What are the 3 key features of smooth muscle tissue?
Non-striated appearance.
Spindle-shaped, small fibers.
Single, elongated central nucleus.
How do smooth muscle cells appear in longitudinal and cross-section views?
Longitudinal view: Linear bundles of cells.
Cross-section view: Polygonal profiles.
How does smooth muscle differ from skeletal and cardiac muscle?
Smooth muscle is non-striated, with spindle-shaped fibers and a single central nucleus, while skeletal and cardiac muscle have striations.
What is the primary function of tendons?
Tendons provide attachment sites for muscles, both proximal and distal.
What do tendons typically attach to?
Tendons usually attach muscles to bones, but they can also attach to skin, fascia, or even other muscles (e.g., raphae or intermediate tendons).
What is an aponeurosis?
An aponeurosis is a broad, flat, compressed tendon, commonly found on the scalp or abdominal wall.
What is the characteristic of bipennate muscles? Name an example.
Bipennate muscles have fibers attaching to both sides of a central tendon. Example: Rectus femoris.
What defines unipennate muscles? Provide an example
Unipennate muscles have fibers attaching obliquely to one side of a tendon. Example: Extensor digitorum longus.
Describe multipennate muscles. Name an example.
Multipennate muscles have multiple tendons with fibers attaching obliquely. This is the most powerful arrangement. Example: Deltoid.

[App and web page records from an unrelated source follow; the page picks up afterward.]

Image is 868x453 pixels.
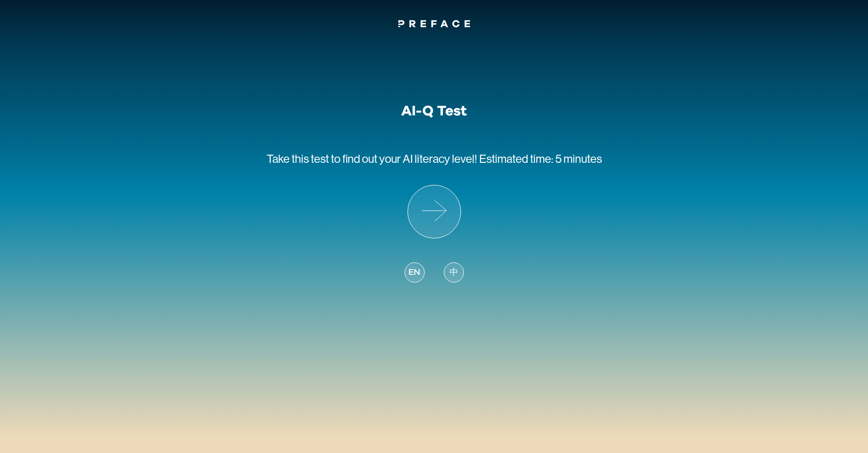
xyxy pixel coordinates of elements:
span: Estimated time: 5 minutes [479,152,602,166]
h1: AI-Q Test [401,102,466,120]
span: find out your AI literacy level! [342,152,477,166]
span: EN [408,266,420,279]
span: Take this test to [266,152,340,166]
span: 中 [449,266,458,279]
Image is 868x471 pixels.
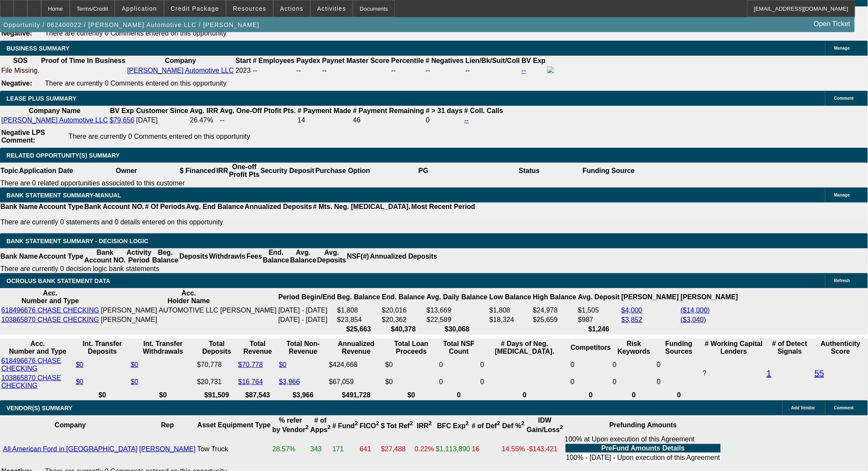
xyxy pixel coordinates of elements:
img: facebook-icon.png [547,67,554,73]
b: Lien/Bk/Suit/Coll [465,57,520,64]
a: $0 [75,361,83,368]
div: $424,668 [329,361,383,369]
td: 0 [656,357,701,373]
a: 55 [815,369,824,378]
span: Refresh [834,278,850,283]
span: BUSINESS SUMMARY [6,45,70,52]
td: [PERSON_NAME] AUTOMOTIVE LLC [PERSON_NAME] [100,306,277,315]
td: [DATE] - [DATE] [278,306,336,315]
button: Resources [227,1,273,17]
b: Company [55,421,86,429]
span: Bank Statement Summary - Decision Logic [6,237,148,244]
th: NSF(#) [346,248,369,265]
th: Activity Period [126,248,152,265]
th: Bank Account NO. [84,248,126,265]
td: 0 [570,357,611,373]
th: Withdrawls [209,248,246,265]
th: Owner [74,162,179,179]
th: $40,378 [382,325,425,334]
th: Period Begin/End [278,289,336,305]
th: Avg. End Balance [186,202,244,211]
sup: 2 [560,424,563,431]
th: Authenticity Score [814,339,867,356]
span: Credit Package [171,5,219,12]
th: $491,728 [328,391,383,399]
b: # Payment Remaining [353,107,424,114]
b: BV Exp [522,57,546,64]
td: [PERSON_NAME] [100,316,277,324]
td: $25,659 [532,316,577,324]
b: # > 31 days [426,107,463,114]
td: $70,778 [197,357,237,373]
a: $0 [131,361,138,368]
td: -- [465,66,520,75]
span: Resources [233,5,266,12]
th: # Days of Neg. [MEDICAL_DATA]. [480,339,569,356]
th: Bank Account NO. [84,202,145,211]
th: Status [477,162,582,179]
button: Credit Package [165,1,226,17]
th: 0 [612,391,655,399]
th: $30,068 [426,325,488,334]
b: % refer by Vendor [273,417,308,433]
th: 0 [570,391,611,399]
span: RELATED OPPORTUNITY(S) SUMMARY [6,152,119,159]
a: $0 [279,361,286,368]
th: Proof of Time In Business [41,56,126,65]
td: 2023 [235,66,252,75]
td: $20,731 [197,374,237,390]
span: Opportunity / 062400022 / [PERSON_NAME] Automotive LLC / [PERSON_NAME] [3,21,259,28]
div: File Missing. [1,67,39,74]
th: 0 [439,391,479,399]
a: 618496676 CHASE CHECKING [1,307,99,314]
th: Annualized Deposits [244,202,312,211]
th: Acc. Number and Type [1,339,74,356]
td: 14 [297,116,351,125]
th: Int. Transfer Deposits [75,339,129,356]
th: Beg. Balance [152,248,179,265]
b: Asset Equipment Type [197,421,271,429]
th: End. Balance [382,289,425,305]
a: $79,656 [110,116,135,124]
div: $67,059 [329,378,383,386]
th: $0 [130,391,196,399]
th: SOS [1,56,40,65]
td: 0 [480,374,569,390]
sup: 2 [328,424,331,431]
td: $987 [578,316,620,324]
th: Fees [246,248,262,265]
b: Avg. One-Off Ptofit Pts. [220,107,296,114]
b: FICO [360,422,380,429]
th: Account Type [38,202,84,211]
a: 1 [767,369,772,378]
th: Account Type [38,248,84,265]
sup: 2 [497,420,500,427]
span: LEASE PLUS SUMMARY [6,95,77,102]
b: Def % [502,422,525,429]
th: PG [371,162,476,179]
td: $18,324 [489,316,532,324]
span: BANK STATEMENT SUMMARY-MANUAL [6,192,121,198]
td: $23,854 [337,316,380,324]
b: IRR [417,422,432,429]
th: [PERSON_NAME] [621,289,679,305]
th: Low Balance [489,289,532,305]
a: 618496676 CHASE CHECKING [1,357,61,372]
td: $1,808 [337,306,380,315]
sup: 2 [409,420,413,427]
th: Deposits [179,248,209,265]
b: Company Name [29,107,81,114]
td: 343 [310,435,331,463]
td: 0 [656,374,701,390]
th: Total Non-Revenue [278,339,328,356]
a: $70,778 [238,361,263,368]
div: -- [322,67,389,74]
th: # Of Periods [145,202,186,211]
th: $0 [75,391,129,399]
th: $91,509 [197,391,237,399]
sup: 2 [376,420,379,427]
a: [PERSON_NAME] [139,445,196,452]
div: 100% at Upon execution of this Agreement [565,436,721,463]
th: Most Recent Period [411,202,475,211]
b: # Negatives [426,57,464,64]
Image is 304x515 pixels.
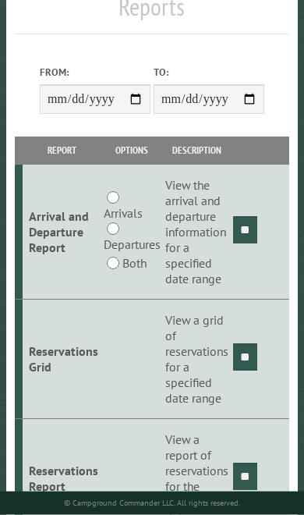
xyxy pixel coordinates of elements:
td: Arrival and Departure Report [23,165,101,299]
th: Description [163,136,231,164]
small: © Campground Commander LLC. All rights reserved. [64,497,240,508]
th: Report [23,136,101,164]
td: View the arrival and departure information for a specified date range [163,165,231,299]
td: Reservations Grid [23,299,101,419]
label: Arrivals [104,203,143,222]
label: From: [40,65,150,80]
th: Options [101,136,162,164]
label: Departures [104,235,161,253]
label: To: [154,65,264,80]
td: View a grid of reservations for a specified date range [163,299,231,419]
label: Both [122,253,147,272]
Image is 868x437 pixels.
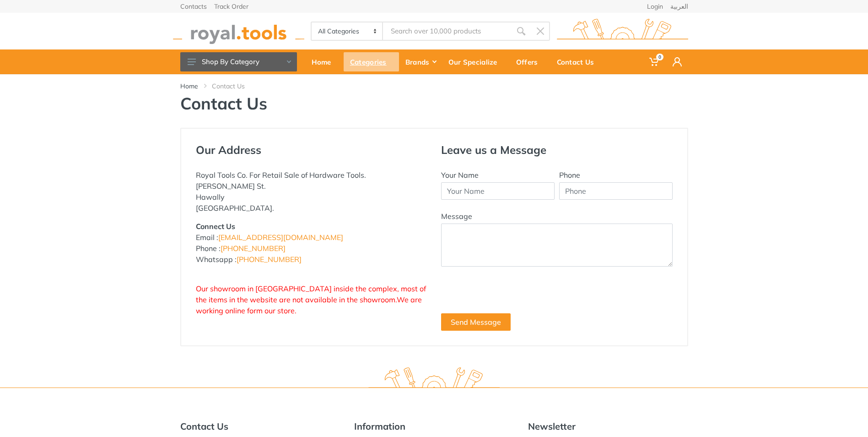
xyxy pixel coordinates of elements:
[442,50,510,74] a: Our Specialize
[181,420,340,432] h5: Contact Us
[312,22,383,40] select: Category
[510,50,551,74] a: Offers
[212,81,259,91] li: Contact Us
[196,284,426,315] span: Our showroom in [GEOGRAPHIC_DATA] inside the complex, most of the items in the website are not av...
[441,277,581,313] iframe: reCAPTCHA
[218,233,343,242] a: [EMAIL_ADDRESS][DOMAIN_NAME]
[237,254,301,264] a: [PHONE_NUMBER]
[181,94,688,113] h1: Contact Us
[173,19,305,44] img: royal.tools Logo
[214,3,249,10] a: Track Order
[181,81,198,91] a: Home
[181,81,688,91] nav: breadcrumb
[305,52,344,71] div: Home
[551,52,607,71] div: Contact Us
[441,143,673,156] h4: Leave us a Message
[510,52,551,71] div: Offers
[354,420,514,432] h5: Information
[221,244,286,253] a: [PHONE_NUMBER]
[441,182,555,200] input: Your Name
[399,52,442,71] div: Brands
[441,211,472,221] label: Message
[368,367,500,392] img: royal.tools Logo
[181,3,207,10] a: Contacts
[670,3,688,10] a: العربية
[647,3,663,10] a: Login
[344,52,399,71] div: Categories
[441,169,479,181] label: Your Name
[528,420,688,432] h5: Newsletter
[305,50,344,74] a: Home
[196,221,427,265] p: Email : Phone : Whatsapp :
[441,313,511,331] button: Send Message
[196,221,235,231] strong: Connect Us
[442,52,510,71] div: Our Specialize
[344,50,399,74] a: Categories
[551,50,607,74] a: Contact Us
[560,169,581,181] label: Phone
[643,50,666,74] a: 0
[196,143,427,156] h4: Our Address
[181,52,297,71] button: Shop By Category
[557,19,688,44] img: royal.tools Logo
[383,22,511,41] input: Site search
[196,169,427,213] p: Royal Tools Co. For Retail Sale of Hardware Tools. [PERSON_NAME] St. Hawally [GEOGRAPHIC_DATA].
[560,182,673,200] input: Phone
[656,53,664,60] span: 0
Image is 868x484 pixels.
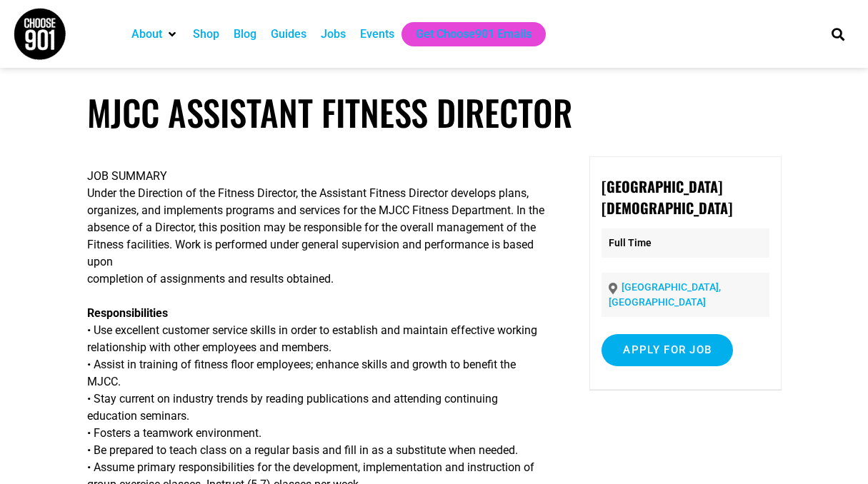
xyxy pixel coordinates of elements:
a: Get Choose901 Emails [416,26,531,43]
a: Events [360,26,395,43]
a: Shop [193,26,219,43]
p: Full Time [602,228,769,258]
strong: Responsibilities [87,306,168,320]
p: JOB SUMMARY Under the Direction of the Fitness Director, the Assistant Fitness Director develops ... [87,168,555,288]
a: Guides [271,26,307,43]
a: [GEOGRAPHIC_DATA], [GEOGRAPHIC_DATA] [609,281,721,308]
a: About [132,26,162,43]
input: Apply for job [602,334,733,367]
a: Jobs [321,26,346,43]
a: Blog [233,26,256,43]
div: Search [826,22,849,46]
strong: [GEOGRAPHIC_DATA][DEMOGRAPHIC_DATA] [602,175,733,218]
div: About [125,22,185,47]
nav: Main nav [125,22,807,47]
h1: MJCC Assistant Fitness Director [87,92,781,134]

whats similar about bipennate, unipennate, and multipennate muscle structure?
Typically have long tendons which the muscle fibres attaching obliquely.
A multipennate muscle is the most power arrangement
What shape is a fusiform muscle? Provide an example.
Fusiform muscles are spindle-shaped with a central belly tapering towards the tendons. Example: Biceps brachii.
What are parallel muscles? Give an example.
Parallel muscles have fibers arranged along the long axis of the muscle, often with tendinous intersections. Example: Rectus abdominis.
What is a convergent muscle? Provide an example.
Convergent muscles have a broad origin converging into a single tendon. Example: Pectoralis major.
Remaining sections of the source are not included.